Railroad companies have penalized workers for taking the time to make needed repairs and created a culture in which supervisors threaten and fire the very people hired to keep trains running safely. Regulators say they can’t stop this intimidation.
Many industries have discovered the costs of not doing safety first are higher in the long run. You have to pay more workers comp insurance, you have to train replacement workers for those who are injured, you have to scrap/replace parts destroyed, and when someone is injured it affects moral and so your people don’t work well.
Railroads are throwing money away by not putting safety first - they just don’t realize it.
That math doesn’t always work out that way. We see it all of the time when corporations ignore regulations, and then just pay the fines as a cost of doing business.
It’s fucked up that this is the system we’ve chosen for ourselves. That human safety comes down to whether or not the math makes sense for the company’s bottom line.
Then you have libertarians who think that’s just fine, and that the “free market” will “correct itself.” I guess the employees that are maimed or die in the process are just collateral damage. Eventually, the consumer will be aware (somehow?) that the process of making the product they want is dangerous and has killed people, and then they’ll stop buying the product. Right? Right…?
Lol. I was trying to think of something to say about that last paragraph, but I think the ideology speaks for itself.
Many industries have discovered the costs of not doing safety first are higher in the long run. You have to pay more workers comp insurance, you have to train replacement workers for those who are injured, you have to scrap/replace parts destroyed, and when someone is injured it affects moral and so your people don’t work well.
Railroads are throwing money away by not putting safety first - they just don’t realize it.
Railroads are in the advantageous position they can get governments to coverup and pay for their failures.
The government should hold the management who block required work as criminally negligent.
That math doesn’t always work out that way. We see it all of the time when corporations ignore regulations, and then just pay the fines as a cost of doing business.
It’s fucked up that this is the system we’ve chosen for ourselves. That human safety comes down to whether or not the math makes sense for the company’s bottom line.
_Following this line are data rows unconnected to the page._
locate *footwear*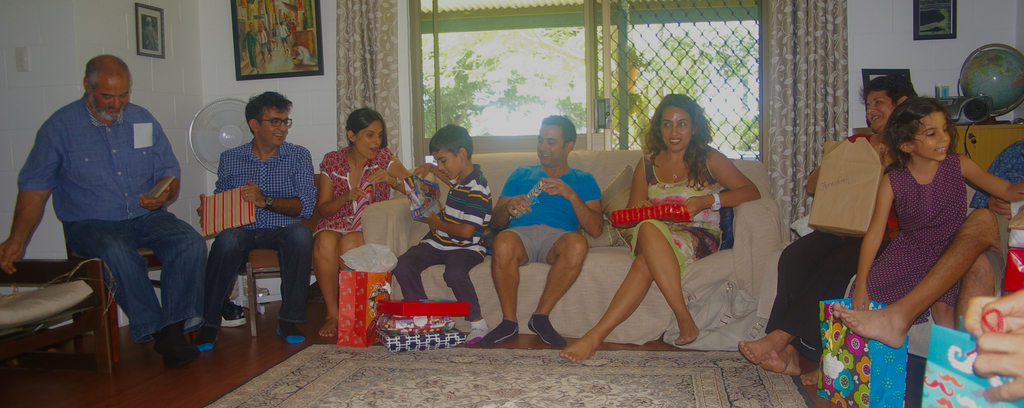
527:314:564:344
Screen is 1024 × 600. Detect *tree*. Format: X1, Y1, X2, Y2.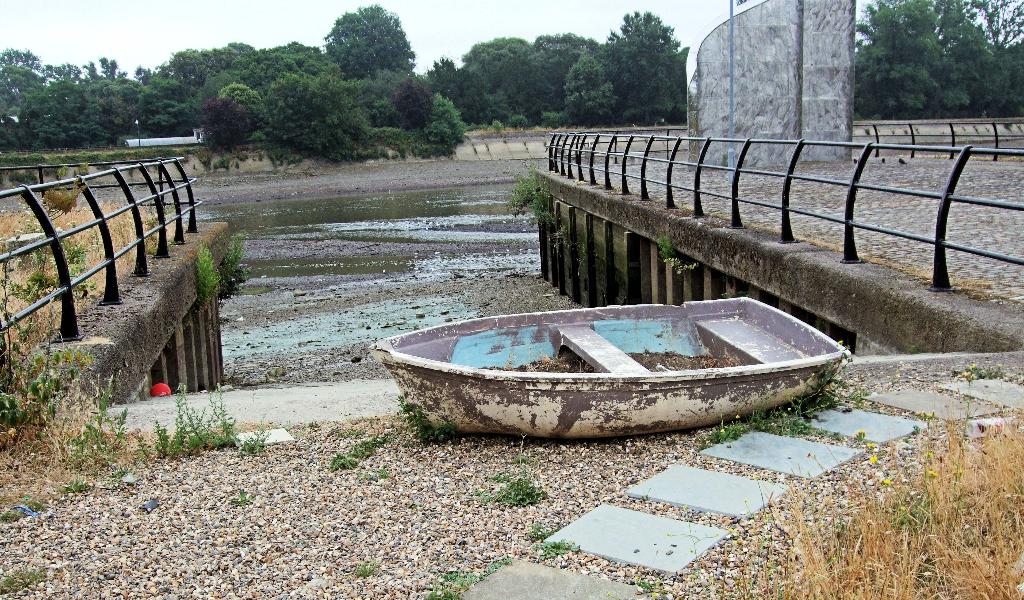
84, 55, 117, 85.
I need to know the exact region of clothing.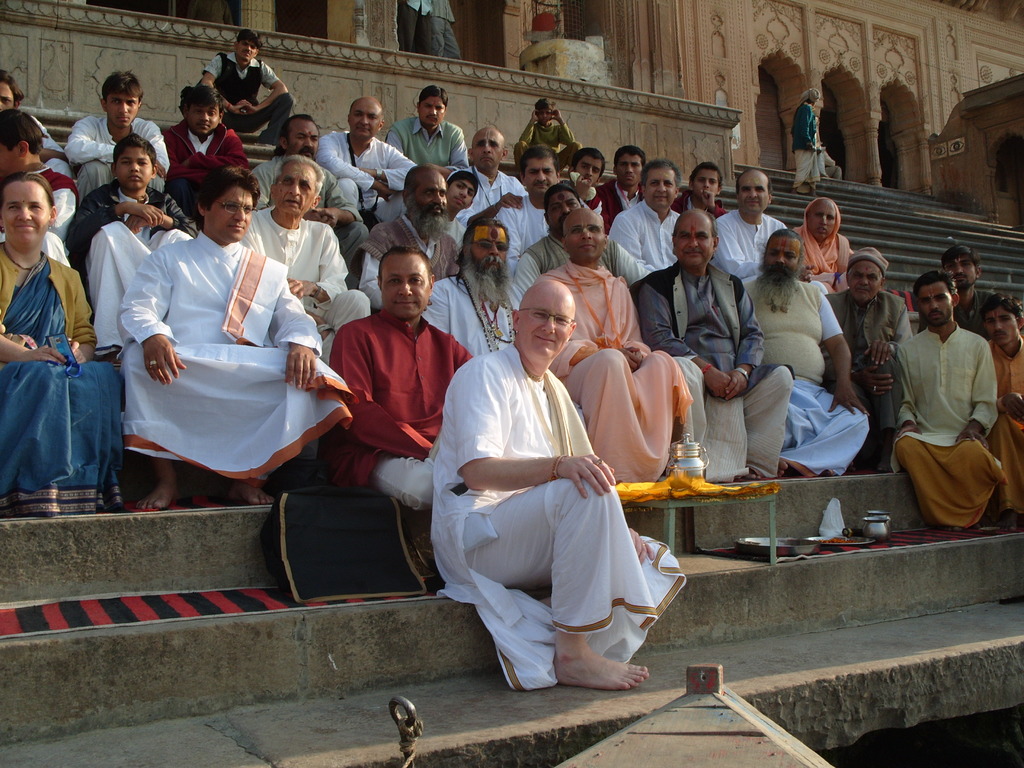
Region: 166,122,251,185.
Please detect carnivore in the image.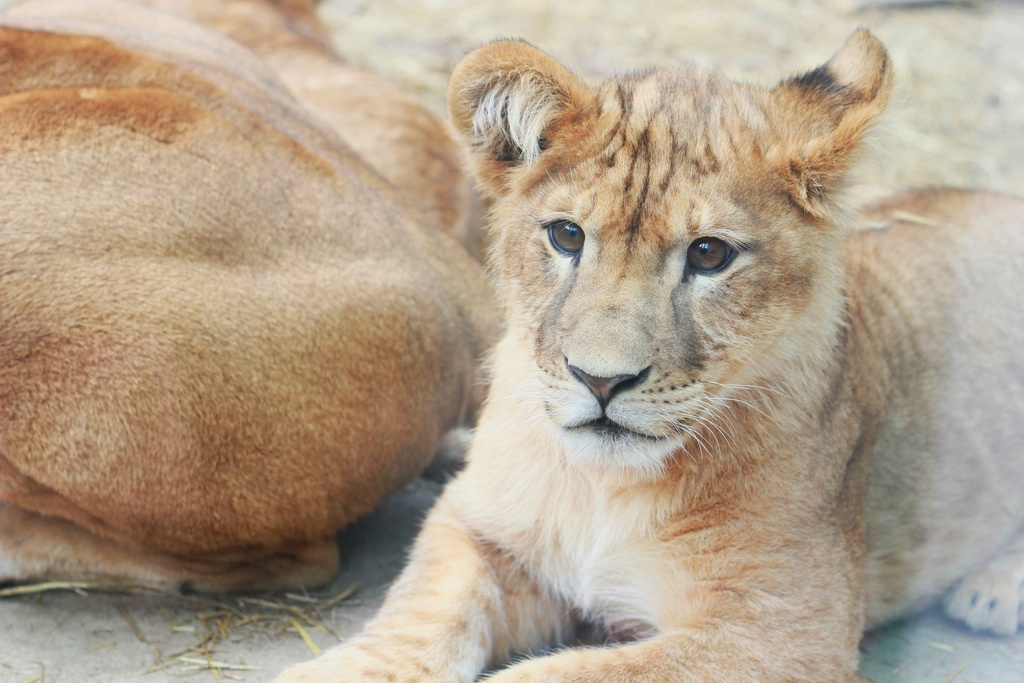
left=1, top=24, right=511, bottom=597.
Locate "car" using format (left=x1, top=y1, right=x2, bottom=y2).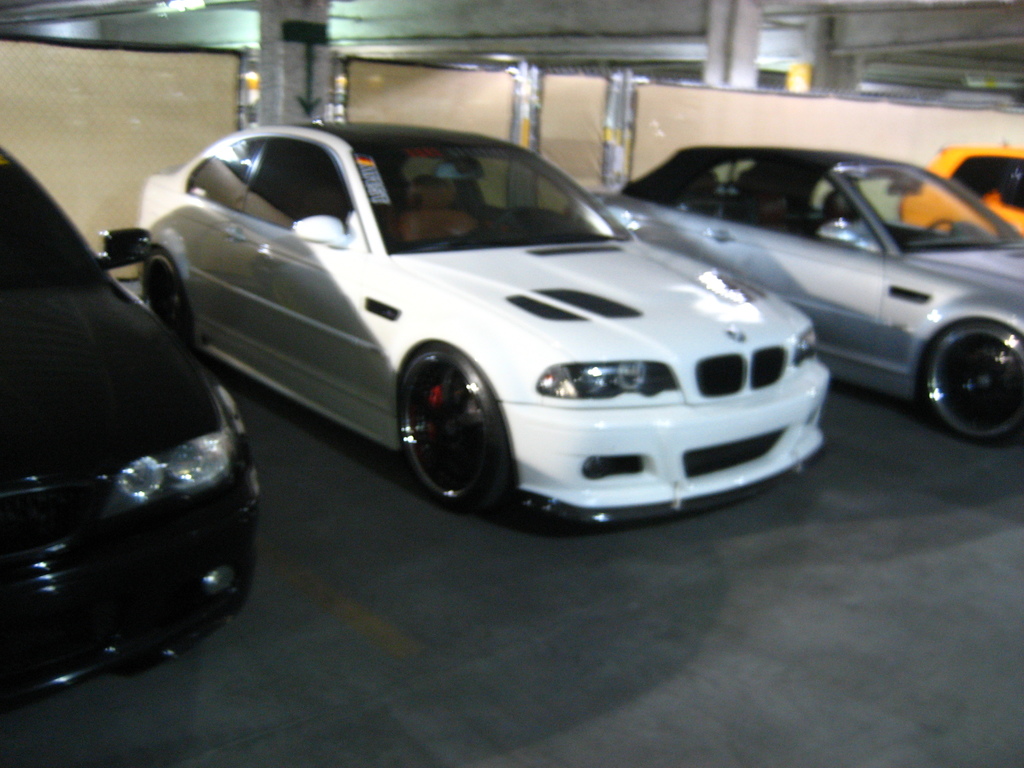
(left=897, top=141, right=1023, bottom=239).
Then you have libertarians who think that’s just fine, and that the “free market” will “correct itself.” I guess the employees that are maimed or die in the process are just collateral damage. Eventually, the consumer will be aware (somehow?) that the process of making the product they want is dangerous and has killed people, and then they’ll stop buying the product. Right? Right…?
Lol. I was trying to think of something to say about that last paragraph, but I think the ideology speaks for itself.
Not a single industry actually puts safety first. Some take safety more seriously than others, but that’s it.